Skywatch Line for Friday, October 17, through Sunday, October 19, written by Sam Salem
This is Dudley Observatory’s Skywatch Line for Friday, October 17, through Sunday, October 19, written by Sam Salem.
On Friday, Sun rises at 7:11am and sets at 6:09pm; Moon rises at 3:10am and sets at 4:34pm.
On Friday morning, the waning crescent Moon shines near Regulus, the brightest star in Leo the Lion. Then, on Saturday morning, the crescent Moon floats between Regulus and the eastern horizon.
On Sunday morning, the crescent Moon hangs close to Venus. The thin Moon, just two days from new, shines about 4° to the upper right of Venus low in the east. Venus, magnitude –3.9, rises just before the beginning of dawn. Watch for it to come up due east.
On Saturday, Mercury and Mars are in conjunction, 2° apart, very low in the west-southwest in the fading afterglow of sunset. Use binoculars, or a telescope with low power to view the two planets, about 15 minutes after sunset. Mercury is the brighter of the two, at magnitude –0.2. Mars is only magnitude +1.5, a fifth as bright as Mercury.
Locate Mercury, move upward with the binocular, about a third the width of the view, and try for Mars.
Jupiter, magnitude –2.2 in the constellation Gemini, rises by midnight in the east as the morning hours advance. Castor and Pollux shine above it. By the beginning of dawn, the three stand very high in the south, with Procyon below them and Orion standing upright farther to their lower right.
Jupiter’s moons, Io and Ganymede, are both casting their little shadows onto Jupiter’s face on Sunday night from 2:42 to 3:18 am.
Saturn, magnitude +0.8, is up in the east-southeast as night falls. It climbs through the evening. Spot it lower right of the Great Square of Pegasus in early evening, and directly below the Square by the time Saturn transits the meridian, due south, around 11pm. In a telescope its rings remain very nearly edge-on.
Uranus, magnitude 5.6, in Taurus 4° from the Pleiades, is well up by 10 pm.
Neptune, magnitude 7.8, is a few degrees from Saturn. Use a finder chart to help you locate Neptune with respect to Saturn.
On Sunday, the Orionid meteor shower may already be active in the hours before dawn Monday morning. The shower’s radiant is at the top of Orion’s club. the Orionid meteor shower should rain down its greatest number of meteors on Monday and Tuesday.
Earth intersects Comet Halley’s orbit twice each year. It intersects the comet’s orbit in early May, as the annual Eta Aquariid meteor shower. Then some six months later, in October, Earth in its orbit again intersects the orbital path of Comet Halley as the annual Orionid meteor shower.
Comet 1P/Halley swings into the inner solar system about every 76 years. At such times, the Sun’s heat causes the comet to lose its grip over its mountain-sized mass of ice, dust, and gas, causing the meteor showers.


Please reproduce the entries exactly as they appear below, but not the pictures.

Entries shown below:

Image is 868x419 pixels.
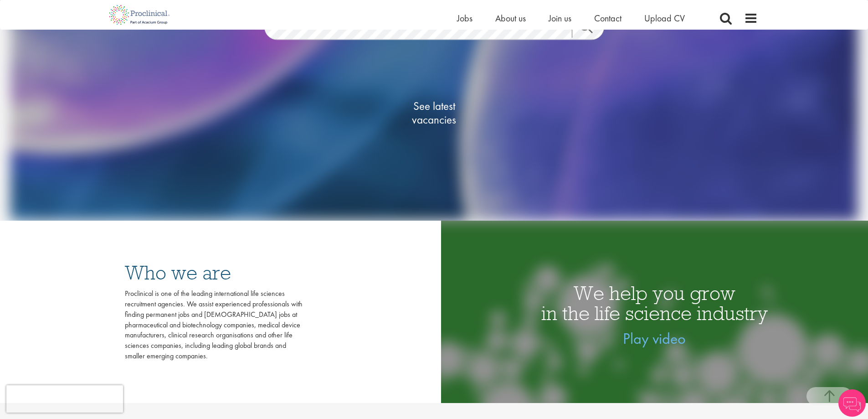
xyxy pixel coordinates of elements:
a: About us [495,12,525,24]
a: Jobs [457,12,472,24]
iframe: reCAPTCHA [6,385,123,413]
div: Proclinical is one of the leading international life sciences recruitment agencies. We assist exp... [125,288,302,361]
a: Play video [623,329,686,348]
span: See latest vacancies [389,99,479,126]
a: Join us [549,12,571,24]
a: See latestvacancies [389,63,479,163]
a: Contact [594,12,622,24]
a: Upload CV [644,12,684,24]
img: Chatbot [838,389,866,417]
h3: Who we are [125,262,302,283]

End of Entries shown.

Solution for this exercise:
Image is 868x419 pixels.
xyxy pixel coordinates of elements:
a: About us [495,12,525,24]
a: Jobs [457,12,472,24]
iframe: reCAPTCHA [6,385,123,413]
div: Proclinical is one of the leading international life sciences recruitment agencies. We assist exp... [125,288,302,361]
a: Play video [623,329,686,348]
span: See latest vacancies [389,99,479,126]
a: Join us [549,12,571,24]
a: See latestvacancies [389,63,479,163]
a: Contact [594,12,622,24]
a: Upload CV [644,12,684,24]
img: Chatbot [838,389,866,417]
h3: Who we are [125,262,302,283]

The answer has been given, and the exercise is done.